Keppel told FBI agents the following:

Then on December 12th, Rick [Bistrow] asked me to come to his office to, ah, discuss the internal [investigation]. So I -I went to the office. Ah, he wanted to know if the records could be destroyed or removed from [Meg Hinchey's] computer. And I told him that couldn't be done because they could be considered public records and destroying them would be a crime, that they're public records.

He asked what Meg would say about doing that and I said she wouldn't do it. And he asked if the reports could be considered drafts. I said they weren't drafts, but they were case updates. Ah, he asked whether putting them in a personnel file would protect the records. And I asked him whose personnel file? And he said [outreach director Kathleen Winn's]. I told him I didn't think it would protect them. And he said, ah, we'd discuss it further.

Keppel also told the FBI of another suggestion that Hinchey's file be made inaccessible to the public or to other law enforcement agencies, this one made by Horne, with Bistrow present.

Read former Judge Jim Keppel's interview with FBI agents.

Keppel told the FBI that:

"[Horne] said what I want to do is -is get [Hinchey's] notebook and, ah, have everything on the investigation taken off her computer. So at that point I looked over at [Rick] Bistro to see what he was going to say. And he just sat there and looked at me. He didn't say a word. So I looked back at Horne and, ah, Horne says, well, you're -you're looking at Rick to get an answer.
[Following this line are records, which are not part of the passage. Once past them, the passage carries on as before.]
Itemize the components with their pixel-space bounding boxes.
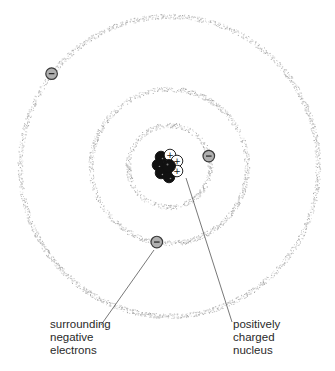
orbit-speck [142,137,143,138]
label-line: nucleus [233,344,280,357]
orbit-speck [22,133,23,134]
orbit-speck [313,136,314,137]
orbit-speck [309,116,310,117]
orbit-speck [198,135,199,136]
orbit-speck [104,121,105,122]
orbit-speck [103,126,104,127]
orbit-speck [277,63,278,64]
orbit-speck [130,148,131,149]
orbit-speck [234,211,235,212]
orbit-speck [98,137,99,138]
orbit-speck [219,226,220,227]
orbit-speck [127,175,128,176]
orbit-speck [129,158,130,159]
orbit-speck [312,120,313,121]
orbit-speck [76,47,77,48]
orbit-speck [47,82,48,83]
neutron-highlight [170,178,172,180]
orbit-speck [65,273,66,274]
orbit-speck [187,127,188,128]
orbit-speck [124,230,125,231]
orbit-speck [290,82,291,83]
orbit-speck [141,139,142,140]
orbit-speck [102,132,103,133]
orbit-speck [286,70,287,71]
orbit-speck [127,101,128,102]
orbit-speck [231,214,232,215]
orbit-speck [38,234,39,235]
orbit-speck [191,19,192,20]
orbit-speck [315,192,316,193]
orbit-speck [188,199,189,200]
orbit-speck [319,158,320,159]
orbit-speck [208,310,209,311]
orbit-speck [171,243,172,244]
orbit-speck [289,255,290,256]
orbit-speck [148,19,149,20]
orbit-speck [25,138,26,139]
orbit-speck [143,95,144,96]
orbit-speck [32,221,33,222]
orbit-speck [160,208,161,209]
orbit-speck [59,266,60,267]
orbit-speck [209,167,210,168]
orbit-speck [125,228,126,229]
orbit-speck [244,150,245,151]
orbit-speck [245,140,246,141]
orbit-speck [296,89,297,90]
orbit-speck [43,83,44,84]
orbit-speck [109,306,110,307]
orbit-speck [300,93,301,94]
orbit-speck [107,116,108,117]
orbit-speck [134,150,135,151]
orbit-speck [103,301,104,302]
orbit-speck [174,314,175,315]
orbit-speck [164,90,165,91]
orbit-speck [218,225,219,226]
orbit-speck [95,138,96,139]
orbit-speck [201,142,202,143]
orbit-speck [214,24,215,25]
orbit-speck [19,164,20,165]
orbit-speck [24,126,25,127]
orbit-speck [247,178,248,179]
orbit-speck [173,206,174,207]
orbit-speck [29,217,30,218]
orbit-speck [226,116,227,117]
orbit-speck [311,129,312,130]
orbit-speck [218,109,219,110]
orbit-speck [124,309,125,310]
orbit-speck [316,136,317,137]
orbit-speck [246,187,247,188]
orbit-speck [29,220,30,221]
orbit-speck [22,135,23,136]
orbit-speck [196,237,197,238]
orbit-speck [266,52,267,53]
orbit-speck [247,147,248,148]
orbit-speck [129,155,130,156]
orbit-speck [121,106,122,107]
orbit-speck [236,126,237,127]
orbit-speck [89,164,90,165]
orbit-speck [62,267,63,268]
orbit-speck [96,199,97,200]
orbit-speck [306,111,307,112]
orbit-speck [120,23,121,24]
orbit-speck [28,217,29,218]
orbit-speck [187,205,188,206]
orbit-speck [60,269,61,270]
orbit-speck [166,18,167,19]
orbit-speck [89,42,90,43]
orbit-speck [159,318,160,319]
orbit-speck [97,131,98,132]
orbit-speck [140,135,141,136]
orbit-speck [86,42,87,43]
orbit-speck [127,310,128,311]
orbit-speck [108,28,109,29]
orbit-speck [221,307,222,308]
orbit-speck [170,89,171,90]
orbit-speck [314,131,315,132]
orbit-speck [78,286,79,287]
orbit-speck [86,289,87,290]
orbit-speck [264,284,265,285]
Ah, he says Rick agrees with me."

Horne apparently knew that there was an FBI probe at this point.

The FBI investigated Horne for obstruction of justice and other federal crimes, but the U.S. Attorney's Office declined to prosecute.

Bistrow has his boss' interests in mind, as well as his own. The public interest? Not so much.

Hinchey alleged that Bistrow and Horne began a smear campaign against her, isolated her in the office, and further retaliated against her because they knew she'd gone to the FBI.

She sued in federal court, and settled for about $100,000, after having left her job at the AG's office.

Similarly, Beattie has alleged that the AG's office spread malicious gossip about her following her resignation, though she has not named Bistrow and Horne directly in this accusation.

So what should executive office staff do, given this information, and given the fact that any of them could serve as grill-fodder for Bistrow's bus?

Ryan suggested that they could do what Beattie has: get clear of the AG's Office and get an attorney of their own.

AG staffer Garrett Archer, one of those sending an e-mail to Bistrow asking for counsel, already has resigned. He has declined to comment, so far.

For those who do not follow suit immediately, if I were their shoes, I'd be keeping copies of anything and everything that could bolster my story in the future. Just like Beattie has done.

Got a tip for The Bastard? Send it to: Stephen Lemons.